How Smart Is It To Set Up A Smart Home?

More importantly: Is it worth it? Hawkinson said we were walking through a few thousand dollars worth of equipment. That is less money than anything like this would have cost a few years ago, and it did more cool stuff. With SmartThings software it looked easy to set up.

But still: A lot of it felt like a science experiment.
Hawkinson did agree to a point, but he said that some of the monitoring technology (like the leak detection and alerting) was actually really cheap insurance, and people who owned cabins or the like would see the value. Also, he said, this system could be used to tell parents when a kid comes home safely. You don’t need to go all Internet coffee machine to get value from a smart home .
He also thinks that smart and cheap(ish) sensors, plus technology like his to make sense of their signals, could make home security smarter and more affordable. Equipped homes could know much more about who’s in them and what they’re doing there, leading to fewer false alarms and thus more rapid and automated police dispatch when there are break-ins.  
The challenge when evaluating this smart home stuff is sorting out the useful (alarms that can help you keep your family or your things safe) from the silly (like lighting that adjusts to your mood based on what your fitness bracelet senses). A lot of the demos smashed the sane and the silly together. You’ll want it all. But you only need very little of it.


- AIM OF THE TASK -
Your answer must be the records below, repeated exactly, with every picture left out.

Figure dataset records
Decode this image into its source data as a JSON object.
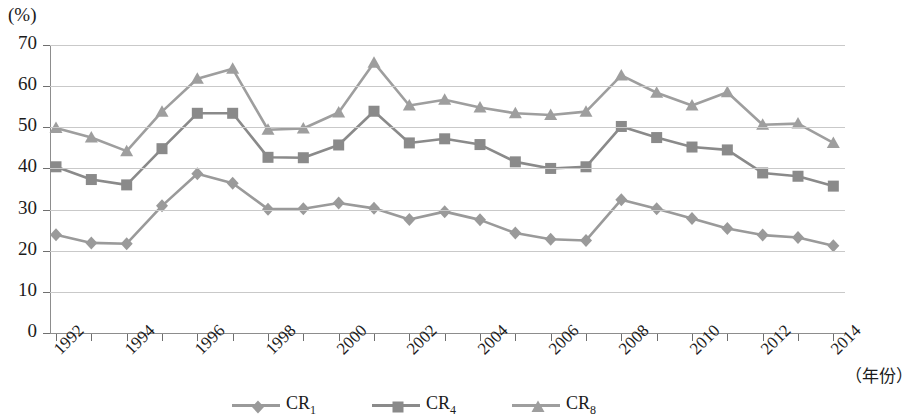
{
  "chart_data": {
    "type": "line",
    "title": "",
    "xlabel": "（年份）",
    "ylabel": "(%)",
    "unit_label": "(%)",
    "ylim": [
      0,
      70
    ],
    "ytick_values": [
      0,
      10,
      20,
      30,
      40,
      50,
      60,
      70
    ],
    "ytick_labels": [
      "0",
      "10",
      "20",
      "30",
      "40",
      "50",
      "60",
      "70"
    ],
    "grid": true,
    "legend_position": "bottom",
    "x": [
      1992,
      1993,
      1994,
      1995,
      1996,
      1997,
      1998,
      1999,
      2000,
      2001,
      2002,
      2003,
      2004,
      2005,
      2006,
      2007,
      2008,
      2009,
      2010,
      2011,
      2012,
      2013,
      2014
    ],
    "xtick_labels": [
      "1992",
      "1994",
      "1996",
      "1998",
      "2000",
      "2002",
      "2004",
      "2006",
      "2008",
      "2010",
      "2012",
      "2014"
    ],
    "xtick_years": [
      1992,
      1994,
      1996,
      1998,
      2000,
      2002,
      2004,
      2006,
      2008,
      2010,
      2012,
      2014
    ],
    "series": [
      {
        "name": "CR1",
        "label": "CR",
        "subscript": "1",
        "marker": "diamond",
        "color": "#9a9a9a",
        "values": [
          23.9,
          21.9,
          21.7,
          30.9,
          38.7,
          36.4,
          30.1,
          30.2,
          31.6,
          30.3,
          27.6,
          29.5,
          27.5,
          24.3,
          22.8,
          22.5,
          32.4,
          30.2,
          27.8,
          25.4,
          23.8,
          23.2,
          21.2
        ]
      },
      {
        "name": "CR4",
        "label": "CR",
        "subscript": "4",
        "marker": "square",
        "color": "#8a8a8a",
        "values": [
          40.4,
          37.3,
          36.0,
          44.8,
          53.4,
          53.4,
          42.7,
          42.6,
          45.7,
          53.9,
          46.2,
          47.2,
          45.8,
          41.6,
          40.0,
          40.4,
          50.2,
          47.5,
          45.2,
          44.5,
          38.9,
          38.1,
          35.7
        ]
      },
      {
        "name": "CR8",
        "label": "CR",
        "subscript": "8",
        "marker": "triangle",
        "color": "#9e9e9e",
        "values": [
          49.8,
          47.5,
          44.2,
          53.8,
          61.8,
          64.2,
          49.4,
          49.7,
          53.6,
          65.7,
          55.3,
          56.7,
          54.8,
          53.4,
          53.0,
          53.8,
          62.6,
          58.4,
          55.3,
          58.5,
          50.6,
          50.9,
          46.2
        ]
      }
    ]
  },
  "legend": {
    "entries": [
      {
        "label": "CR",
        "subscript": "1"
      },
      {
        "label": "CR",
        "subscript": "4"
      },
      {
        "label": "CR",
        "subscript": "8"
      }
    ]
  }
}
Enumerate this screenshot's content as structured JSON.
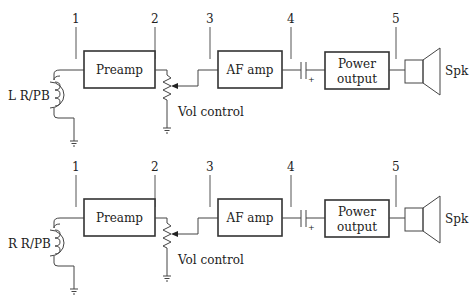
{
  "diagram": {
    "type": "block-diagram",
    "test_points": [
      "1",
      "2",
      "3",
      "4",
      "5"
    ],
    "blocks": {
      "preamp": "Preamp",
      "af_amp": "AF amp",
      "power_output_line1": "Power",
      "power_output_line2": "output",
      "vol_control": "Vol control",
      "speaker": "Spk",
      "cap_polarity": "+"
    },
    "channels": [
      {
        "id": "left",
        "head_label": "L R/PB"
      },
      {
        "id": "right",
        "head_label": "R R/PB"
      }
    ]
  }
}
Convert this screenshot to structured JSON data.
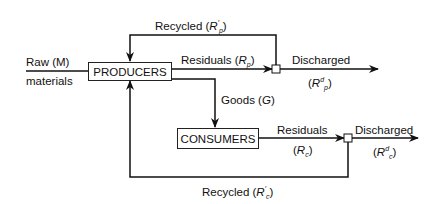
{
  "nodes": {
    "producers": "PRODUCERS",
    "consumers": "CONSUMERS"
  },
  "labels": {
    "raw": "Raw (M)",
    "materials": "materials",
    "recycled_p_text": "Recycled (",
    "recycled_p_sym": "R",
    "recycled_p_sup": "′",
    "recycled_p_sub": "p",
    "residuals_p_text": "Residuals (",
    "residuals_p_sym": "R",
    "residuals_p_sub": "p",
    "discharged_p": "Discharged",
    "discharged_p_sym": "R",
    "discharged_p_sup": "d",
    "discharged_p_sub": "p",
    "goods_text": "Goods (",
    "goods_sym": "G",
    "residuals_c": "Residuals",
    "residuals_c_sym": "R",
    "residuals_c_sub": "c",
    "discharged_c": "Discharged",
    "discharged_c_sym": "R",
    "discharged_c_sup": "d",
    "discharged_c_sub": "c",
    "recycled_c_text": "Recycled (",
    "recycled_c_sym": "R",
    "recycled_c_sup": "′",
    "recycled_c_sub": "c",
    "close_paren": ")",
    "open_paren": "("
  }
}
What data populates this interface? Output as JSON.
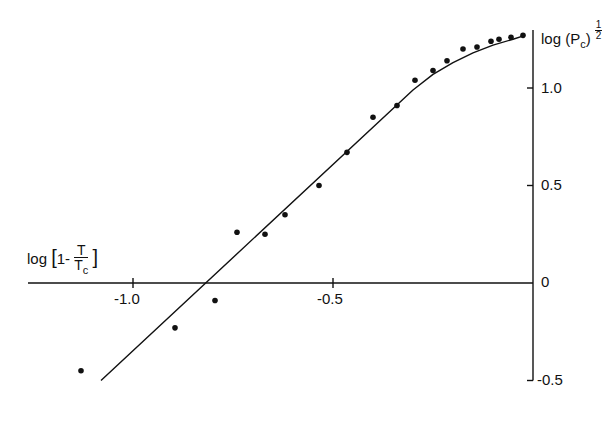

- RESULT OF THIS EXERCISE -
Decode this image into its source data as a JSON object.
{
  "chart_data": {
    "type": "line",
    "title": "",
    "xlabel": "（年份）",
    "ylabel": "(%)",
    "unit_label": "(%)",
    "ylim": [
      0,
      70
    ],
    "ytick_values": [
      0,
      10,
      20,
      30,
      40,
      50,
      60,
      70
    ],
    "ytick_labels": [
      "0",
      "10",
      "20",
      "30",
      "40",
      "50",
      "60",
      "70"
    ],
    "grid": true,
    "legend_position": "bottom",
    "x": [
      1992,
      1993,
      1994,
      1995,
      1996,
      1997,
      1998,
      1999,
      2000,
      2001,
      2002,
      2003,
      2004,
      2005,
      2006,
      2007,
      2008,
      2009,
      2010,
      2011,
      2012,
      2013,
      2014
    ],
    "xtick_labels": [
      "1992",
      "1994",
      "1996",
      "1998",
      "2000",
      "2002",
      "2004",
      "2006",
      "2008",
      "2010",
      "2012",
      "2014"
    ],
    "xtick_years": [
      1992,
      1994,
      1996,
      1998,
      2000,
      2002,
      2004,
      2006,
      2008,
      2010,
      2012,
      2014
    ],
    "series": [
      {
        "name": "CR1",
        "label": "CR",
        "subscript": "1",
        "marker": "diamond",
        "color": "#9a9a9a",
        "values": [
          23.9,
          21.9,
          21.7,
          30.9,
          38.7,
          36.4,
          30.1,
          30.2,
          31.6,
          30.3,
          27.6,
          29.5,
          27.5,
          24.3,
          22.8,
          22.5,
          32.4,
          30.2,
          27.8,
          25.4,
          23.8,
          23.2,
          21.2
        ]
      },
      {
        "name": "CR4",
        "label": "CR",
        "subscript": "4",
        "marker": "square",
        "color": "#8a8a8a",
        "values": [
          40.4,
          37.3,
          36.0,
          44.8,
          53.4,
          53.4,
          42.7,
          42.6,
          45.7,
          53.9,
          46.2,
          47.2,
          45.8,
          41.6,
          40.0,
          40.4,
          50.2,
          47.5,
          45.2,
          44.5,
          38.9,
          38.1,
          35.7
        ]
      },
      {
        "name": "CR8",
        "label": "CR",
        "subscript": "8",
        "marker": "triangle",
        "color": "#9e9e9e",
        "values": [
          49.8,
          47.5,
          44.2,
          53.8,
          61.8,
          64.2,
          49.4,
          49.7,
          53.6,
          65.7,
          55.3,
          56.7,
          54.8,
          53.4,
          53.0,
          53.8,
          62.6,
          58.4,
          55.3,
          58.5,
          50.6,
          50.9,
          46.2
        ]
      }
    ]
  },
  "legend": {
    "entries": [
      {
        "label": "CR",
        "subscript": "1"
      },
      {
        "label": "CR",
        "subscript": "4"
      },
      {
        "label": "CR",
        "subscript": "8"
      }
    ]
  }
}
Enumerate this screenshot's content as structured JSON.
{
  "diagram": {
    "type": "block-diagram",
    "test_points": [
      "1",
      "2",
      "3",
      "4",
      "5"
    ],
    "blocks": {
      "preamp": "Preamp",
      "af_amp": "AF amp",
      "power_output_line1": "Power",
      "power_output_line2": "output",
      "vol_control": "Vol control",
      "speaker": "Spk",
      "cap_polarity": "+"
    },
    "channels": [
      {
        "id": "left",
        "head_label": "L R/PB"
      },
      {
        "id": "right",
        "head_label": "R R/PB"
      }
    ]
  }
}
Convert this screenshot to structured JSON data.
{
  "nodes": {
    "producers": "PRODUCERS",
    "consumers": "CONSUMERS"
  },
  "labels": {
    "raw": "Raw (M)",
    "materials": "materials",
    "recycled_p_text": "Recycled (",
    "recycled_p_sym": "R",
    "recycled_p_sup": "′",
    "recycled_p_sub": "p",
    "residuals_p_text": "Residuals (",
    "residuals_p_sym": "R",
    "residuals_p_sub": "p",
    "discharged_p": "Discharged",
    "discharged_p_sym": "R",
    "discharged_p_sup": "d",
    "discharged_p_sub": "p",
    "goods_text": "Goods (",
    "goods_sym": "G",
    "residuals_c": "Residuals",
    "residuals_c_sym": "R",
    "residuals_c_sub": "c",
    "discharged_c": "Discharged",
    "discharged_c_sym": "R",
    "discharged_c_sup": "d",
    "discharged_c_sub": "c",
    "recycled_c_text": "Recycled (",
    "recycled_c_sym": "R",
    "recycled_c_sup": "′",
    "recycled_c_sub": "c",
    "close_paren": ")",
    "open_paren": "("
  }
}
What data populates this interface? Output as JSON.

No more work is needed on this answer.